There are countries which cannot stay in the eurozone at this price. The consequence will be that the eurozone will not be able to survive. The history of European construction is the history of compromise. We are being asked to align ourselves on the interests of the German right. This will not be possible.
The victory of François Hollande, if it were to come [interview on 27 March 2012], will be the sign that the French do not want to have their policy dictated by the German right which is putting Europe in danger.
FAZ: A lot of Germans want to abandon the euro.
AM: Some French as well. But we Socialists want to save the euro. We will only be able to do so through reciprocal concessions. And Germany, which is in a position of strength, should accept concessions. It’s up to it to make them this time.
FAZ: And if Germany does not make them?
AM: Then we will unfortunately lose the euro sooner or later. This will start with a small peripheral country which will leave then public opinions will realize that countries can recover quickly through competitive devaluations.

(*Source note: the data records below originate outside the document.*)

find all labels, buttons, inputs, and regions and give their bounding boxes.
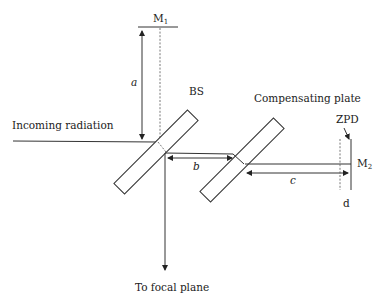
label-m1: M1 <box>153 12 168 26</box>
label-incoming-radiation: Incoming radiation <box>12 119 114 131</box>
label-to-focal-plane: To focal plane <box>135 281 209 293</box>
label-m2: M2 <box>357 157 372 171</box>
bs-to-cp-beam <box>165 153 233 154</box>
label-d: d <box>343 197 350 209</box>
label-b: b <box>193 160 200 172</box>
label-c: c <box>290 174 296 186</box>
label-a: a <box>131 76 137 88</box>
zpd-pointer-arrow <box>344 128 349 139</box>
interferometer-diagram: M1 a Incoming radiation BS Compensating … <box>0 0 383 297</box>
label-compensating-plate: Compensating plate <box>254 92 361 104</box>
compensating-plate <box>200 118 284 202</box>
beamsplitter-plate <box>114 110 198 194</box>
label-zpd: ZPD <box>336 113 359 125</box>
incoming-beam <box>13 141 157 142</box>
label-bs: BS <box>189 85 204 97</box>
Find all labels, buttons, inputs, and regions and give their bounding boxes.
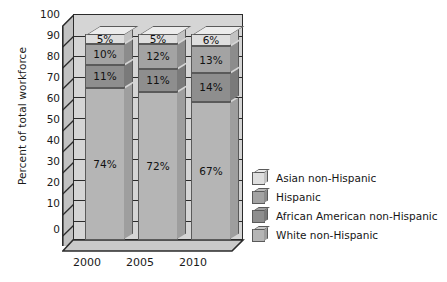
y-tick-20: 20 bbox=[26, 177, 60, 187]
y-tick-60: 60 bbox=[26, 93, 60, 103]
bar-2005-label-asian: 5% bbox=[150, 34, 167, 45]
legend-item-white: White non-Hispanic bbox=[249, 227, 447, 246]
bar-2010-seg-white-side bbox=[230, 97, 239, 239]
chart-root: Percent of total workforce 100 90 80 70 … bbox=[0, 0, 447, 282]
x-tick-2005: 2005 bbox=[110, 256, 170, 269]
bar-2005-seg-hispanic: 12% bbox=[138, 44, 178, 69]
legend-swatch-white-icon bbox=[252, 229, 265, 242]
legend-label-african-american: African American non-Hispanic bbox=[276, 210, 438, 223]
plot-area: 74% 11% 10% 5% 72% bbox=[62, 14, 244, 250]
bar-2005-seg-asian: 5% bbox=[138, 34, 178, 44]
bar-2000-seg-white: 74% bbox=[85, 88, 125, 240]
bar-2000-label-african-american: 11% bbox=[93, 71, 116, 82]
bar-2010-label-hispanic: 13% bbox=[199, 55, 222, 66]
y-tick-70: 70 bbox=[26, 72, 60, 82]
y-tick-0: 0 bbox=[26, 224, 60, 234]
y-tick-40: 40 bbox=[26, 135, 60, 145]
legend-swatch-african-american-icon bbox=[252, 210, 265, 223]
y-tick-10: 10 bbox=[26, 198, 60, 208]
bar-2000-label-hispanic: 10% bbox=[93, 49, 116, 60]
x-tick-2000: 2000 bbox=[57, 256, 117, 269]
legend: Asian non-Hispanic Hispanic African Amer… bbox=[249, 170, 447, 246]
legend-item-african-american: African American non-Hispanic bbox=[249, 208, 447, 227]
bar-2010-label-asian: 6% bbox=[203, 35, 220, 46]
y-tick-80: 80 bbox=[26, 51, 60, 61]
bar-2010-seg-asian: 6% bbox=[191, 34, 231, 46]
legend-swatch-hispanic-icon bbox=[252, 191, 265, 204]
bar-2010-seg-white: 67% bbox=[191, 102, 231, 240]
bar-2005-label-hispanic: 12% bbox=[146, 51, 169, 62]
bar-2000-seg-white-side bbox=[124, 83, 133, 239]
bar-2005: 72% 11% 12% 5% bbox=[138, 34, 178, 240]
y-tick-90: 90 bbox=[26, 30, 60, 40]
legend-label-hispanic: Hispanic bbox=[276, 191, 321, 204]
y-axis-tick-labels: 100 90 80 70 60 50 40 30 20 10 0 bbox=[26, 0, 60, 282]
bar-2010-seg-african-american: 14% bbox=[191, 73, 231, 102]
bar-2010-label-african-american: 14% bbox=[199, 82, 222, 93]
legend-swatch-asian-icon bbox=[252, 172, 265, 185]
bar-2005-seg-african-american: 11% bbox=[138, 69, 178, 92]
y-tick-50: 50 bbox=[26, 114, 60, 124]
bar-2005-label-african-american: 11% bbox=[146, 75, 169, 86]
bar-2000: 74% 11% 10% 5% bbox=[85, 34, 125, 240]
y-tick-30: 30 bbox=[26, 156, 60, 166]
bar-2010: 67% 14% 13% 6% bbox=[191, 34, 231, 240]
bar-2005-label-white: 72% bbox=[146, 161, 169, 172]
legend-label-white: White non-Hispanic bbox=[276, 229, 378, 242]
y-tick-100: 100 bbox=[26, 9, 60, 19]
legend-item-asian: Asian non-Hispanic bbox=[249, 170, 447, 189]
legend-item-hispanic: Hispanic bbox=[249, 189, 447, 208]
bar-2010-seg-hispanic: 13% bbox=[191, 46, 231, 73]
bar-2005-seg-white-side bbox=[177, 87, 186, 239]
bar-2000-label-asian: 5% bbox=[97, 34, 114, 45]
legend-label-asian: Asian non-Hispanic bbox=[276, 172, 376, 185]
bar-2010-label-white: 67% bbox=[199, 166, 222, 177]
bar-2000-label-white: 74% bbox=[93, 159, 116, 170]
bar-2005-seg-white: 72% bbox=[138, 92, 178, 240]
x-tick-2010: 2010 bbox=[163, 256, 223, 269]
bar-2000-seg-asian: 5% bbox=[85, 34, 125, 44]
bar-2000-seg-hispanic: 10% bbox=[85, 44, 125, 65]
bar-2000-seg-african-american: 11% bbox=[85, 65, 125, 88]
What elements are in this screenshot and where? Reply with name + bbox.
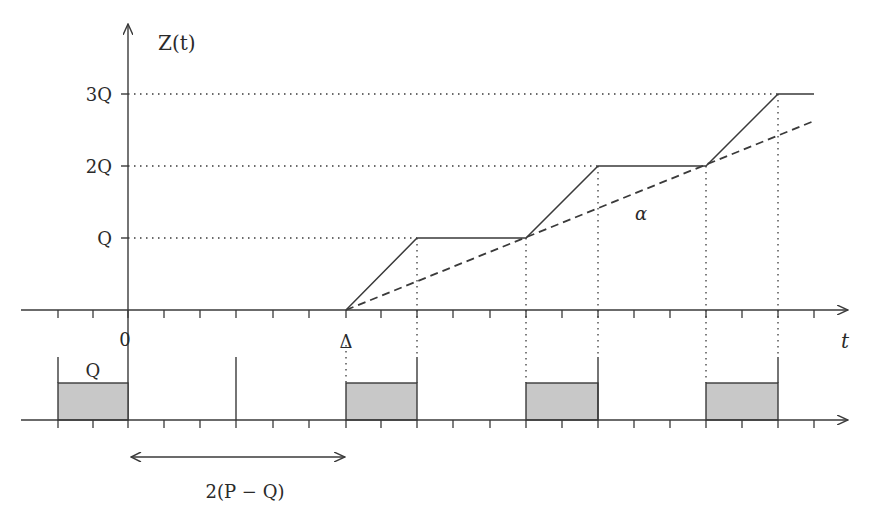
origin-label: 0 bbox=[119, 329, 130, 350]
bar-4 bbox=[706, 383, 778, 420]
production-bars bbox=[58, 383, 778, 420]
bar-label: Q bbox=[86, 360, 101, 381]
x-axis-label: t bbox=[841, 329, 850, 353]
x-axis-lower-ticks bbox=[58, 420, 814, 428]
bar-3 bbox=[526, 383, 598, 420]
level-label-3q: 3Q bbox=[86, 84, 112, 105]
interval-label: 2(P − Q) bbox=[206, 481, 285, 502]
average-slope-line bbox=[346, 121, 814, 310]
delta-label: Δ bbox=[340, 331, 353, 352]
step-function-diagram: Z(t) 3Q 2Q Q 0 Δ t α Q 2(P − Q) bbox=[0, 0, 869, 515]
slope-label: α bbox=[635, 203, 647, 224]
level-label-q: Q bbox=[97, 228, 112, 249]
bar-2 bbox=[346, 383, 417, 420]
cycle-markers bbox=[58, 357, 778, 420]
y-axis-label: Z(t) bbox=[158, 31, 196, 55]
bar-1 bbox=[58, 383, 128, 420]
level-label-2q: 2Q bbox=[86, 156, 112, 177]
y-axis-ticks bbox=[121, 94, 128, 238]
x-axis-upper-ticks bbox=[58, 310, 814, 318]
z-curve bbox=[346, 94, 814, 310]
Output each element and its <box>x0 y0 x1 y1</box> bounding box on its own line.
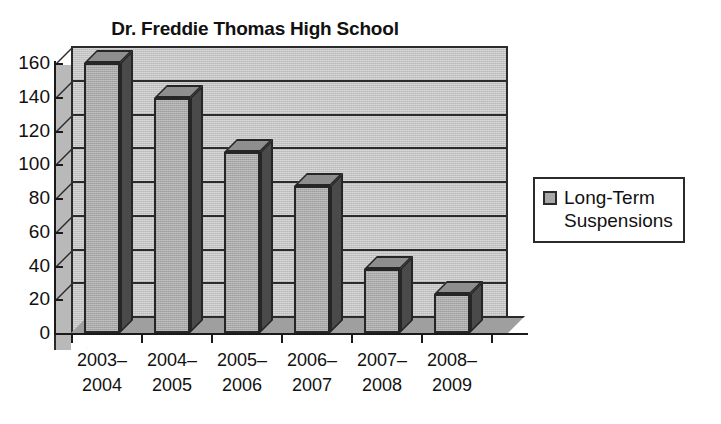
bar-chart: Dr. Freddie Thomas High School 160140120… <box>0 0 721 424</box>
bar[interactable] <box>224 152 260 333</box>
bar-side-face <box>190 85 203 333</box>
y-axis-tick-label: 20 <box>4 289 50 308</box>
y-axis-tick <box>54 299 63 301</box>
x-axis-line <box>54 333 528 335</box>
bar-texture <box>296 188 328 331</box>
bar[interactable] <box>364 269 400 333</box>
y-axis-tick <box>54 198 63 200</box>
x-axis-tick <box>71 333 73 343</box>
legend-label-line: Suspensions <box>564 209 673 232</box>
y-axis-tick <box>54 232 63 234</box>
x-axis-tick <box>281 333 283 343</box>
gridline <box>71 215 508 217</box>
y-axis-tick <box>54 63 63 65</box>
y-axis-tick <box>54 164 63 166</box>
bar[interactable] <box>294 186 330 333</box>
bar-texture <box>226 154 258 331</box>
bar-side-face <box>260 139 273 333</box>
y-axis-tick <box>54 131 63 133</box>
bar-front-face <box>364 269 400 333</box>
bar-side-face <box>120 50 133 333</box>
bar-front-face <box>224 152 260 333</box>
y-axis-tick-label: 40 <box>4 256 50 275</box>
y-axis-tick-label: 120 <box>4 121 50 140</box>
gridline <box>71 249 508 251</box>
chart-legend: Long-TermSuspensions <box>533 177 685 243</box>
x-axis-tick <box>491 333 493 343</box>
bar-front-face <box>84 63 120 333</box>
gridline <box>71 114 508 116</box>
bar-texture <box>156 100 188 331</box>
legend-label: Long-TermSuspensions <box>564 186 673 232</box>
x-axis-tick <box>351 333 353 343</box>
bar-front-face <box>434 294 470 333</box>
y-axis-tick <box>54 333 63 335</box>
y-axis-tick-label: 100 <box>4 154 50 173</box>
y-axis-tick <box>54 266 63 268</box>
bar[interactable] <box>434 294 470 333</box>
gridline <box>71 80 508 82</box>
gridline <box>71 46 508 48</box>
x-axis-tick <box>421 333 423 343</box>
bar-texture <box>366 271 398 331</box>
bar-side-face <box>400 256 413 333</box>
bar[interactable] <box>84 63 120 333</box>
legend-label-line: Long-Term <box>564 186 673 209</box>
x-axis-tick <box>141 333 143 343</box>
bar-texture <box>86 65 118 331</box>
y-axis-tick-label: 140 <box>4 87 50 106</box>
bar-texture <box>436 296 468 331</box>
x-axis-tick <box>211 333 213 343</box>
y-axis-tick-label: 0 <box>4 323 50 342</box>
y-axis-tick-label: 60 <box>4 222 50 241</box>
bar-front-face <box>294 186 330 333</box>
bar-front-face <box>154 98 190 333</box>
x-axis-category-line: 2009 <box>410 373 494 398</box>
bar-side-face <box>330 173 343 333</box>
legend-color-swatch <box>543 191 557 205</box>
y-axis-tick <box>54 97 63 99</box>
x-axis-category-line: 2008– <box>410 348 494 373</box>
plot-left-wall <box>54 63 71 350</box>
y-axis-tick-label: 160 <box>4 53 50 72</box>
gridline <box>71 181 508 183</box>
bar[interactable] <box>154 98 190 333</box>
x-axis-category-label: 2008–2009 <box>410 348 494 398</box>
y-axis-labels: 160140120100806040200 <box>0 0 50 424</box>
gridline <box>71 147 508 149</box>
y-axis-tick-label: 80 <box>4 188 50 207</box>
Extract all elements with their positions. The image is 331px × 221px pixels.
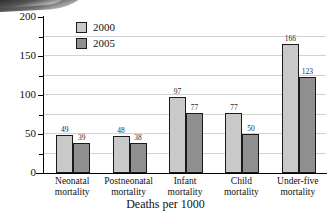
bar-2005-neonatal-mortality — [73, 143, 90, 173]
bar-value-label: 48 — [109, 127, 134, 135]
y-axis-tick-label: 200 — [0, 11, 36, 22]
category-label-line1: Under-five — [266, 176, 330, 187]
y-axis-minor-tick — [39, 37, 44, 38]
y-axis-tick-label-wrap: 0 — [0, 167, 36, 178]
x-axis-category-label: Neonatalmortality — [40, 176, 104, 197]
x-axis-category-label: Under-fivemortality — [266, 176, 330, 197]
legend-label-2005: 2005 — [93, 37, 115, 49]
bar-value-label: 38 — [126, 134, 151, 142]
legend-swatch-2000 — [76, 22, 87, 33]
bar-2005-under-five-mortality — [299, 77, 316, 173]
y-axis-tick-label: 50 — [0, 128, 36, 139]
y-axis-major-tick — [38, 95, 44, 96]
bar-2005-postneonatal-mortality — [130, 143, 147, 173]
y-axis-tick-label-wrap: 150 — [0, 50, 36, 61]
bar-2000-child-mortality — [225, 113, 242, 173]
y-axis-minor-tick — [39, 115, 44, 116]
bar-2005-child-mortality — [242, 134, 259, 173]
category-label-line1: Infant — [153, 176, 217, 187]
legend: 2000 2005 — [76, 19, 140, 51]
y-axis-major-tick — [38, 134, 44, 135]
x-axis-title: Deaths per 1000 — [0, 198, 331, 211]
legend-label-2000: 2000 — [93, 21, 115, 33]
category-label-line2: mortality — [209, 187, 273, 198]
bar-value-label: 77 — [182, 104, 207, 112]
bar-2000-under-five-mortality — [282, 44, 299, 173]
category-label-line1: Neonatal — [40, 176, 104, 187]
category-label-line1: Child — [209, 176, 273, 187]
y-axis-minor-tick — [39, 154, 44, 155]
y-axis-tick-label-wrap: 50 — [0, 128, 36, 139]
category-label-line2: mortality — [153, 187, 217, 198]
bar-value-label: 50 — [238, 125, 263, 133]
bar-value-label: 97 — [165, 88, 190, 96]
category-label-line2: mortality — [266, 187, 330, 198]
legend-item-2000: 2000 — [76, 19, 140, 35]
bar-value-label: 49 — [52, 126, 77, 134]
x-axis-category-label: Childmortality — [209, 176, 273, 197]
x-axis-line — [36, 173, 327, 174]
x-axis-category-label: Infantmortality — [153, 176, 217, 197]
category-label-line2: mortality — [96, 187, 160, 198]
y-axis-major-tick — [38, 17, 44, 18]
y-axis-tick-label: 0 — [0, 167, 36, 178]
category-label-line1: Postneonatal — [96, 176, 160, 187]
y-axis-tick-label-wrap: 100 — [0, 89, 36, 100]
x-axis-category-label: Postneonatalmortality — [96, 176, 160, 197]
y-axis-minor-tick — [39, 76, 44, 77]
y-axis-major-tick — [38, 56, 44, 57]
bar-value-label: 77 — [221, 104, 246, 112]
y-axis-tick-label: 100 — [0, 89, 36, 100]
bar-value-label: 39 — [69, 134, 94, 142]
category-label-line2: mortality — [40, 187, 104, 198]
y-axis-major-tick — [38, 173, 44, 174]
bar-value-label: 166 — [278, 35, 303, 43]
y-axis-tick-label-wrap: 200 — [0, 11, 36, 22]
bar-2005-infant-mortality — [186, 113, 203, 173]
bar-value-label: 123 — [295, 68, 320, 76]
legend-item-2005: 2005 — [76, 35, 140, 51]
y-axis-tick-label: 150 — [0, 50, 36, 61]
chart-figure: 050100150200 2000 2005 Neonatalmortality… — [0, 0, 331, 221]
legend-swatch-2005 — [76, 38, 87, 49]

Germany will be surrounded by these countries and isolated in Europe.
FAZ: Germany has lived with a strong Deutschmark in the past.
AM: Everyone would lose out with the end of the Euro, Germany too. I want us to look for the common interest.
FAZ: How do you see the role of the ECB?
AM: We want to change the mandate of the ECB. That it not only fight against inflation but also stimulate growth, like the Federal Reserve does in the USA. And that the ECB accept talking with heads of State and Government to find balance points [sic].
FAZ: What should be done against public deficits?
AM: The states are not all poorly run, because some of them are indebted because they rescued the banking system. If we had put in place the tax on financial transactions, this would have funded without any difficulty the repayment of the entirety of the public debts of the eurozone in a few years.
FAZ: But the states have for years lived above their means and created deficits before 2008. And now investors can stop financing these deficits, as in Greece.
AM: Greece is a separate case which was not dealt with in time. Let’s not forget that Spain had a surplus before the crisis. The Greek debt is a drop of water, a molecule in the ocean of debt, compared to the 4.599 trillion euros that have been swallowed up by the bailouts of the financial sector.
But for other countries, investors have never stopped financing states’ debt. The solution is to take the part of the public debt due to the bailout of the banks, to put it in a common pot and have it financed by the financial sector.
FAZ: But at the same time you want the banks to finance the real economy. How is this possible?
AM: It is the banks that put us in this situation. Let’s start by finding those responsible where they are.
As Minister of Industrial Renewal it is going to be interesting what
Arnaud Montebourg will accomplish.
I have the feeling it is a change in tone and not substance–except for the Euro thing. Nice article.
A weird title isn’t it? Ministre du Redressement productif, OK. I think you’re right and he will not have the means/budget to do much.